Building the studio's 24/7 render pipeline: queues, budgets and vision-model QC
The unglamorous engineering that lets a small studio render like a big one — and sleep at night.

Our render farm has no racks and no fans. It is a job queue, a credit ledger and a set of provider adapters — and it is the closest thing the studio has to a superpower.
Jobs, not clicks
Nothing renders synchronously. A brief enters the queue with a priority and a budget; workers pick it up, call the right provider, and write the result back with full lineage — who asked, what prompt, which model, what cost. Reproducibility is not a feature, it is the default.
Failure is a state, not a surprise
Providers time out, moderate, and hallucinate. Every job has an explicit state machine: queued, rendering, ready, failed — with automatic refunds of credits on failure. The pipeline treats a flaky API the way a set treats weather: annoying, planned for, never fatal.

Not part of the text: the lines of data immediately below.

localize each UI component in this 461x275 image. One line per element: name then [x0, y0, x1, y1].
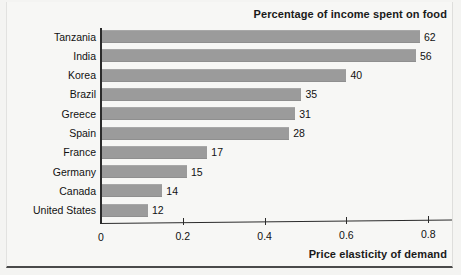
category-label: Spain — [6, 127, 96, 139]
bar — [101, 69, 346, 82]
x-axis-tick-label: 0.2 — [175, 230, 190, 242]
category-label: Tanzania — [6, 31, 96, 43]
category-label: India — [6, 50, 96, 62]
category-label: United States — [6, 204, 96, 216]
bar — [101, 107, 295, 120]
bar — [101, 49, 416, 62]
category-label: Canada — [6, 185, 96, 197]
chart-plot-area: Percentage of income spent on food Tanza… — [0, 0, 461, 275]
bar — [101, 165, 187, 178]
bar-value-label: 35 — [305, 88, 317, 100]
bar-series: 62564035312817151412 — [101, 0, 451, 275]
category-axis-labels: TanzaniaIndiaKoreaBrazilGreeceSpainFranc… — [4, 0, 96, 275]
bar-value-label: 62 — [424, 31, 436, 43]
category-label: France — [6, 146, 96, 158]
bar — [101, 146, 207, 159]
x-axis-tick — [346, 217, 347, 224]
bar — [101, 30, 420, 43]
category-label: Korea — [6, 69, 96, 81]
bar-value-label: 56 — [420, 50, 432, 62]
x-axis-title: Price elasticity of demand — [309, 248, 447, 260]
bar — [101, 184, 162, 197]
x-axis-tick-label: 0.6 — [339, 229, 354, 241]
figure: Percentage of income spent on food Tanza… — [0, 0, 461, 275]
category-label: Brazil — [6, 88, 96, 100]
x-axis-tick — [183, 218, 184, 225]
x-axis-tick-label: 0.8 — [421, 228, 436, 240]
bar — [101, 204, 148, 217]
category-label: Germany — [6, 166, 96, 178]
x-axis-tick-label: 0.4 — [257, 230, 272, 242]
bar-value-label: 40 — [350, 69, 362, 81]
bar-value-label: 14 — [166, 185, 178, 197]
bar — [101, 88, 301, 101]
x-axis-tick-label: 0 — [98, 231, 104, 243]
bar-value-label: 15 — [191, 166, 203, 178]
bar-value-label: 17 — [211, 146, 223, 158]
category-label: Greece — [6, 108, 96, 120]
bar-value-label: 31 — [299, 108, 311, 120]
bar-value-label: 28 — [293, 127, 305, 139]
y-axis-line — [100, 28, 102, 224]
x-axis-tick — [428, 216, 429, 223]
bar-value-label: 12 — [152, 204, 164, 216]
x-axis-tick — [265, 218, 266, 225]
bar — [101, 127, 289, 140]
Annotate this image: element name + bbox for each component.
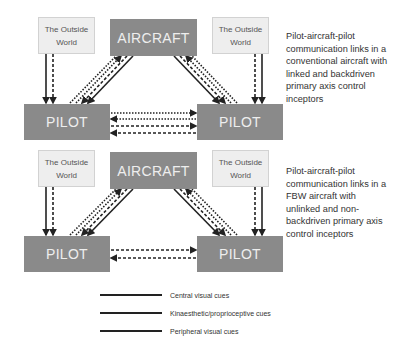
legend-kinaesthetic: Kinaesthetic/proprioceptive cues — [100, 307, 271, 319]
box-label: The Outside — [219, 156, 263, 169]
outside-world-left-bottom: The Outside World — [38, 150, 95, 187]
box-label: World — [56, 36, 77, 49]
pilot-right-bottom: PILOT — [197, 236, 283, 272]
pilot-left-top: PILOT — [24, 104, 110, 140]
legend-line — [100, 330, 162, 332]
box-label: The Outside — [45, 156, 89, 169]
legend-peripheral-visual: Peripheral visual cues — [100, 325, 238, 337]
legend-central-visual: Central visual cues — [100, 289, 229, 301]
legend-label: Kinaesthetic/proprioceptive cues — [170, 310, 271, 317]
pilot-left-bottom: PILOT — [24, 236, 110, 272]
aircraft-box-bottom: AIRCRAFT — [110, 152, 197, 189]
caption-bottom: Pilot-aircraft-pilot communication links… — [286, 165, 392, 241]
box-label: The Outside — [45, 23, 89, 36]
box-label: World — [56, 169, 77, 182]
caption-top: Pilot-aircraft-pilot communication links… — [286, 30, 392, 106]
legend-line — [100, 294, 162, 296]
pilot-right-top: PILOT — [197, 104, 283, 140]
outside-world-right-top: The Outside World — [212, 17, 269, 54]
box-label: World — [230, 36, 251, 49]
legend-label: Peripheral visual cues — [170, 328, 238, 335]
outside-world-left-top: The Outside World — [38, 17, 95, 54]
aircraft-box-top: AIRCRAFT — [110, 19, 197, 56]
legend-label: Central visual cues — [170, 292, 229, 299]
outside-world-right-bottom: The Outside World — [212, 150, 269, 187]
box-label: World — [230, 169, 251, 182]
box-label: The Outside — [219, 23, 263, 36]
legend-line — [100, 312, 162, 314]
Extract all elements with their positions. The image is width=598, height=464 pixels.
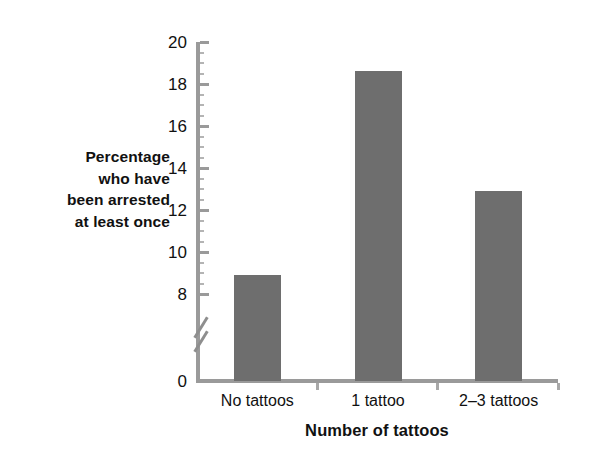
y-tick-label-16: 16 [168,118,187,135]
y-tick-minor [200,262,204,264]
bar [475,191,522,381]
y-tick-18 [200,83,209,86]
y-tick-minor [200,230,204,232]
y-tick-minor [200,283,204,285]
y-tick-16 [200,125,209,128]
y-tick-minor [200,94,204,96]
axis-break-icon [187,316,213,350]
y-axis-title: Percentage who have been arrested at lea… [22,146,170,232]
y-axis-title-line-3: been arrested [22,189,170,211]
y-tick-minor [200,188,204,190]
y-tick-minor [200,52,204,54]
y-tick-label-8: 8 [178,286,187,303]
y-axis-title-line-4: at least once [22,211,170,233]
y-tick-minor [200,157,204,159]
bar [355,71,402,381]
y-tick-label-18: 18 [168,76,187,93]
y-tick-minor [200,241,204,243]
y-tick-12 [200,209,209,212]
y-tick-label-14: 14 [168,160,187,177]
y-tick-10 [200,251,209,254]
y-tick-20 [200,41,209,44]
y-axis-title-line-2: who have [22,168,170,190]
x-tick-label: 2–3 tattoos [459,392,538,410]
y-tick-minor [200,62,204,64]
y-tick-minor [200,199,204,201]
x-tick [436,383,439,390]
y-tick-label-12: 12 [168,202,187,219]
y-tick-minor [200,272,204,274]
y-tick-label-0: 0 [178,373,187,390]
plot-area: 20181614121080 [196,42,558,383]
y-tick-minor [200,178,204,180]
bar-chart: Percentage who have been arrested at lea… [0,0,598,464]
x-axis-title: Number of tattoos [196,421,558,440]
y-tick-14 [200,167,209,170]
y-tick-minor [200,73,204,75]
y-tick-minor [200,115,204,117]
y-tick-label-10: 10 [168,244,187,261]
x-tick-label: No tattoos [221,392,294,410]
y-tick-minor [200,220,204,222]
y-tick-minor [200,136,204,138]
bar [234,275,281,381]
y-axis-title-line-1: Percentage [22,146,170,168]
x-tick-label: 1 tattoo [351,392,404,410]
y-tick-label-20: 20 [168,34,187,51]
y-tick-8 [200,293,209,296]
y-tick-minor [200,146,204,148]
x-tick [557,383,560,390]
x-tick [316,383,319,390]
y-tick-minor [200,104,204,106]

The inspector never blinks
Each visual render is reviewed by a vision model against its brief and scored out of 100. Below the bar, the system rewrites the prompt — sharper subject, cleaner framing — and re-queues automatically, a bounded number of times. Humans see the survivors and the interesting corpses.
Why we wrote about it
Because this layer, not any single model, is what turned generative tools from demos into a dependable production department.